2. a person who reasons adroitly and speciously rather than soundly.
3. a philosopher.

Origin:
1535–45; < L sophista < Gk sophists sage, deriv. of sophízesthai
soph·ist   (sŏf'ĭst)   
n.  
    1. One skilled in elaborate and devious argumentation.
    2. A scholar or thinker.
  1. Sophist Any of a group of professional fifth-century B.C. Greek philosophers and teachers who speculated on theology, metaphysics, and the sciences, and who were later characterized by Plato as superficial manipulators of rhetoric and dialectic.

[Middle English sophiste, from Latin sophista, from Greek sophistēs, from sophizesthai, to become wise, from sophos, clever.]

Sophist

Soph"ist\, n. [F. sophiste, L. sophistes, fr. Gr. ?. See Sophism.]

1. One of a class of men who taught eloquence, philosophy, and politics in ancient Greece; especially, one of those who, by their fallacious but plausible reasoning, puzzled inquirers after truth, weakened the faith of the people, and drew upon themselves general hatred and contempt.

Many of the Sophists doubdtless card not for truth or morality, and merely professed to teach how to make the worse appear the better reason; but there scems no reason to hold that they were a special class, teaching special opinions; even Socrates and Plato were sometimes styled Sophists. --Liddell & Scott.

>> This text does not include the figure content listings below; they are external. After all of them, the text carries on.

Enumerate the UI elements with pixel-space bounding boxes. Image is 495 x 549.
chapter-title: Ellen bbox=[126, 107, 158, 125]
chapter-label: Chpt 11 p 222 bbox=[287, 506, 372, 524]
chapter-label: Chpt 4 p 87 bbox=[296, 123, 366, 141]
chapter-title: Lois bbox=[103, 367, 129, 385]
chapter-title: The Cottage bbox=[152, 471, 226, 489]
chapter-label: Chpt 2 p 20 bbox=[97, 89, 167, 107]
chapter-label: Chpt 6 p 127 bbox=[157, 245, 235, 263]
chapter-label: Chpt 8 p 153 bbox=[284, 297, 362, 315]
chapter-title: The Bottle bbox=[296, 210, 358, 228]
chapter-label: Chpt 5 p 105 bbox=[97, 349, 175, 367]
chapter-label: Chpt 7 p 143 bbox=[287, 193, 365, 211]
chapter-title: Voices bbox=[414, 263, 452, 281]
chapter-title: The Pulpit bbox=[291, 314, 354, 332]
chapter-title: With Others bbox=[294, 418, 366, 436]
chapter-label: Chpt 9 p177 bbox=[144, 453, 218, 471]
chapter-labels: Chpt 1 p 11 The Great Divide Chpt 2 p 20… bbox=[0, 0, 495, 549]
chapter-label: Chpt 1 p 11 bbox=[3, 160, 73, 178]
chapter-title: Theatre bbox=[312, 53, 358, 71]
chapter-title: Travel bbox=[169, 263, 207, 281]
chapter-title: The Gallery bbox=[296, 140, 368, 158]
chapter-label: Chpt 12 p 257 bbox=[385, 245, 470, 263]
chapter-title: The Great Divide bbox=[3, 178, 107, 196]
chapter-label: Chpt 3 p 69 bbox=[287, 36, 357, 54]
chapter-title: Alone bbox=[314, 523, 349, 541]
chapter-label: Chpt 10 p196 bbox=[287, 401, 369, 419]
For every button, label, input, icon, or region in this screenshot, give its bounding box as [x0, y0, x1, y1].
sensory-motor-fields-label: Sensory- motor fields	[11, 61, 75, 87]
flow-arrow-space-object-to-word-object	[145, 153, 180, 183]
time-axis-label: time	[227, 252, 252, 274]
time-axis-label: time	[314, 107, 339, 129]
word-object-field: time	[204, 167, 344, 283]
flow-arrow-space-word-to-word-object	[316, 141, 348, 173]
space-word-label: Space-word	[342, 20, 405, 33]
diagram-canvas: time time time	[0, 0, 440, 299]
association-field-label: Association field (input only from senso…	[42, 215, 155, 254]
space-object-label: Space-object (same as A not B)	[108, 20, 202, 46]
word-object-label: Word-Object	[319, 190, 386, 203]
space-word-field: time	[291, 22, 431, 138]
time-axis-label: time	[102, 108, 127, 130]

2. Hence, an impostor in argument; a captious or fallacious reasoner.

sophist 
1542, earlier sophister (c.1380), from L. sophista, sophistes, from Gk. sophistes, from sophizesthai "to become wise or learned," from sophos "wise, clever," of unknown origin. Gk. sophistes came to mean "one who gives intellectual instruction for pay," and, contrasted with "philosopher," it became a term of contempt. Ancient sophists were famous for their clever, specious arguments.